Some of the members found the stand very contradictory. What business did the president have agreeing to a meeting with a body that he did not recognise? Why did Lule and his assistants bother engaging the group of “strangers” in such a debate?

Members of the NCC were furious. Prof Omwony Ojok took issue with the president, saying by referring to the meaning of the word as spelt out in the Oxford English Learner’s Dictionary, president Lule was reducing the NCC to a group of secondary school students.

“The National Consultative Council is an animal which has a historical life independent of what your dictionary says,” Prof Ojok said.

There, however, was an ominous warning from Father Christopher Okoth.

“Your Excellency, Consultata in Latin means a power, a force, which supports you and without which you fall. So even in terms of deep meaning the root of that word means some energy on which you lean and when it is removed you fall,” Fr Okoth is said to have warned.

Crossing the Rubicon
One of the members then moved that the president presents the list for approval, but he declined. The two parties had by their positions crossed the Rubicon.

The options available to the NCC were to either allow its dissolution or become a rubber stamp Parliament at the beck and call of the president, which would signify a return to dictatorship.

Making the president’s working life an operational nightmare or ejecting him from office had never been on the agenda. The NCC had anticipated that the president would take a step back and present the Cabinet and that, save for a few questionable characters, be approved without much of a hitch.

“We had wanted to be helpful to the president. The idea was never to make his life impossible. The point had simply been to make it clear to him that he was accountable to the voice of the people. While NCC was the interim Parliament, we were later meant to have national elections and have a Parliament by adult suffrage. So we wanted the new Parliament to come in when the rules had been set,” Prof Wangoola says.

One of the alternative courses of action that had been agreed upon during the informal consultations ahead of that meeting had been for a motion of no confidence in the president to be tabled in case he remained adamant.
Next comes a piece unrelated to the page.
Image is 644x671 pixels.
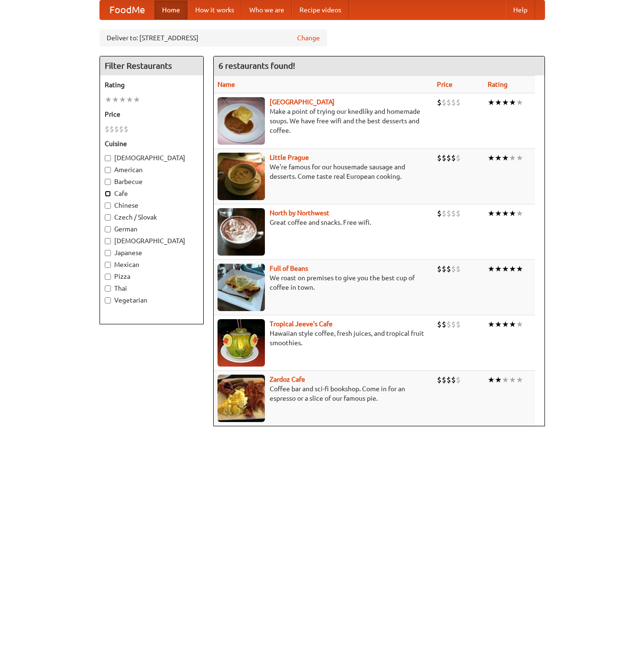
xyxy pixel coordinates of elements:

After more than eight hours of debate, it was clear to the NCC that the president would not yield an inch. It was then that the man who had been tasked with executing the duty of tabling the motion swung into action, and in so doing, set into motion the descent of the curtain on the Yusuf Lule presidency.

About 37 years since he moved the motion, Prof Wangoola does not have any regrets, saying he and those who thought like him did the right thing.

Prof Wangoola argues that Uganda can only be said to be democratic once the president is subordinate to civilian authority and mechanisms for peaceful removal of a president through civilian power and authority have been put in place.

“Any right-thinking Ugandan should ask how we missed that opportunity (of creating a dispensation that allows for peaceful change of power through civilian power and authority), which we need to fight for?”

About Prof Wangoola
• Born on Feb 10, 1946, in Nsinze, Busiki County, Iganga District to Aloni Wangoola and Leah Kalende
• Went to Namalemba Primary School up to 1959
• Joined Busoga College Mwiri in 1960
• Joined Makerere University in 1968 and graduated in 1971 with a Degree in History and Political Science.
• Lectured at Makerere University between 1972 and 1978
• In 1978 joined University of Southampton for a Masters’ Degree in Philosophy on Political Economy of Education
• 1979 Participated in the Moshi Conference as one of the two representatives, along with Prof George Kanyeihamba, of the Uganda Group for Human Rights
• 1980 participated in the December general election, defeating UPC secretary general, Dr Luwuliza Kirunda, but was immediately forced to flee into exile
• 1981 – 1996 Worked as secretary general of the African Association for Literacy and Adult Education
• 1995 founded Mpabo African Multiversity, an institution of Higher Education in the mother tongue.